Description
BLACK HOLE M87
A supermassive black hole (SMBH or sometimes SBH) is the largest type of black hole, containing a mass of the order of hundreds of thousands, to billions of times, the mass of the Sun (M☉). Black holes are a class of astronomical object that have undergone gravitational collapse, leaving behind spheroidal regions of space from which nothing can escape, not even light. Observational evidence indicates that nearly all large galaxies contain a supermassive black hole, located at the galaxy's center. In the case of the Milky Way, the supermassive black hole corresponds to the location of Sagittarius A* at the Galactic Core. Accretion of interstellar gas onto supermassive black holes is the process responsible for powering quasars and other types of active galactic nuclei.
Chroma key compositing, or chroma keying, is a special effects / post-production technique for compositing (layering) two images or video streams together based on color hues (chroma range). The technique has been used heavily in many fields to remove a background from the subject of a photo or video – particularly the newscasting, motion picture and videogame industries. A color range in the foreground footage is made transparent, allowing separately filmed background footage or a static image to be inserted into the scene. The chroma keying technique is commonly used in video production and post-production. This technique is also referred to as color keying, colour-separation overlay (CSO; primarily by the BBC[2]), or by various terms for specific color-related variants such as green screen, and blue screen – chroma keying can be done with backgrounds of any color that are uniform and distinct, but green and blue backgrounds are more commonly used because they differ most distinctly in hue from most human skin colors. No part of the subject being filmed or photographed may duplicate the color used as the backing.[3]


§ **WORK TO COMPLETE**:
Will you extract the entries word for word? Images should not appear in the copy.

[Dataset items]

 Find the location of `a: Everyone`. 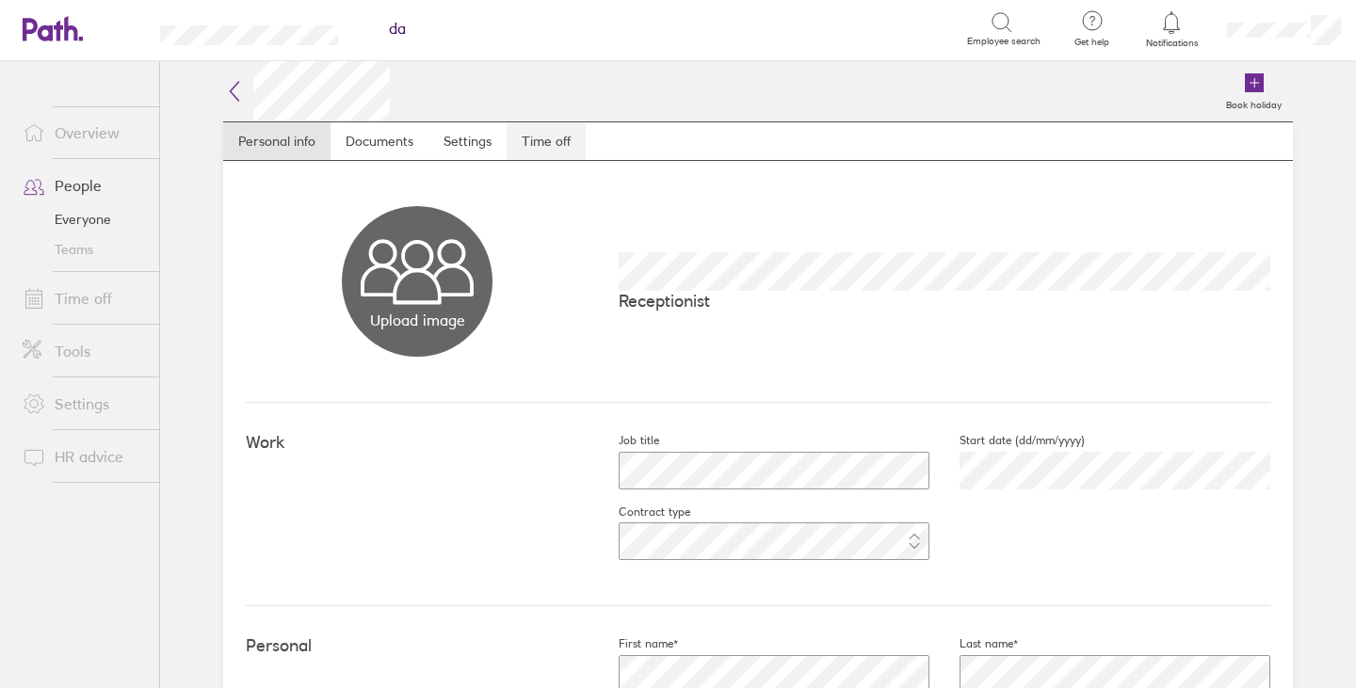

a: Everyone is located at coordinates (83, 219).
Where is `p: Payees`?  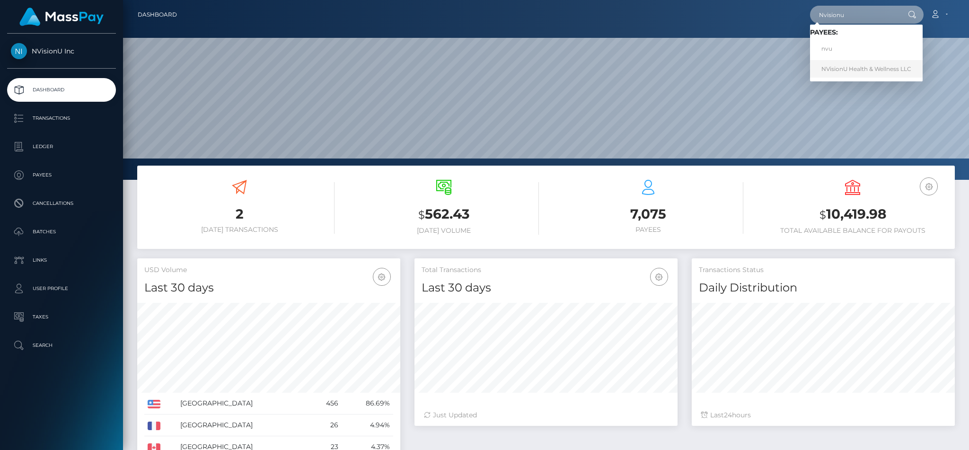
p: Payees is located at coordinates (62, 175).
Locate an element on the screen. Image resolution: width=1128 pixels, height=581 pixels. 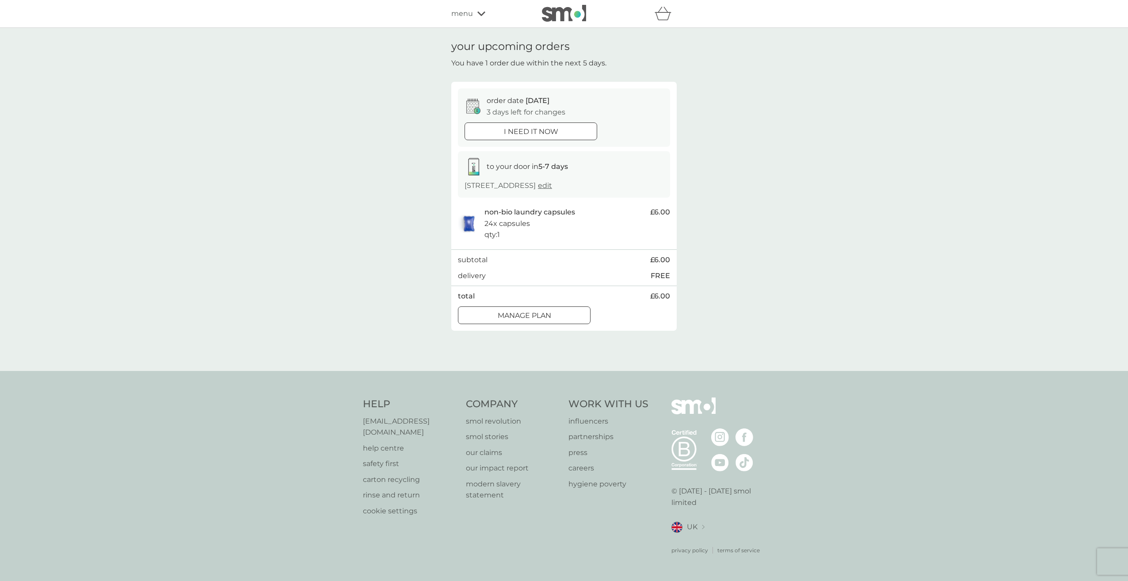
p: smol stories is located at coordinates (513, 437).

§ **COMPLETED TASK**:
 Find the location of `a: Everyone`. 

a: Everyone is located at coordinates (83, 219).
Where is `p: Payees`?  
p: Payees is located at coordinates (62, 175).
Locate an element on the screen. Image resolution: width=1128 pixels, height=581 pixels. 
p: smol stories is located at coordinates (513, 437).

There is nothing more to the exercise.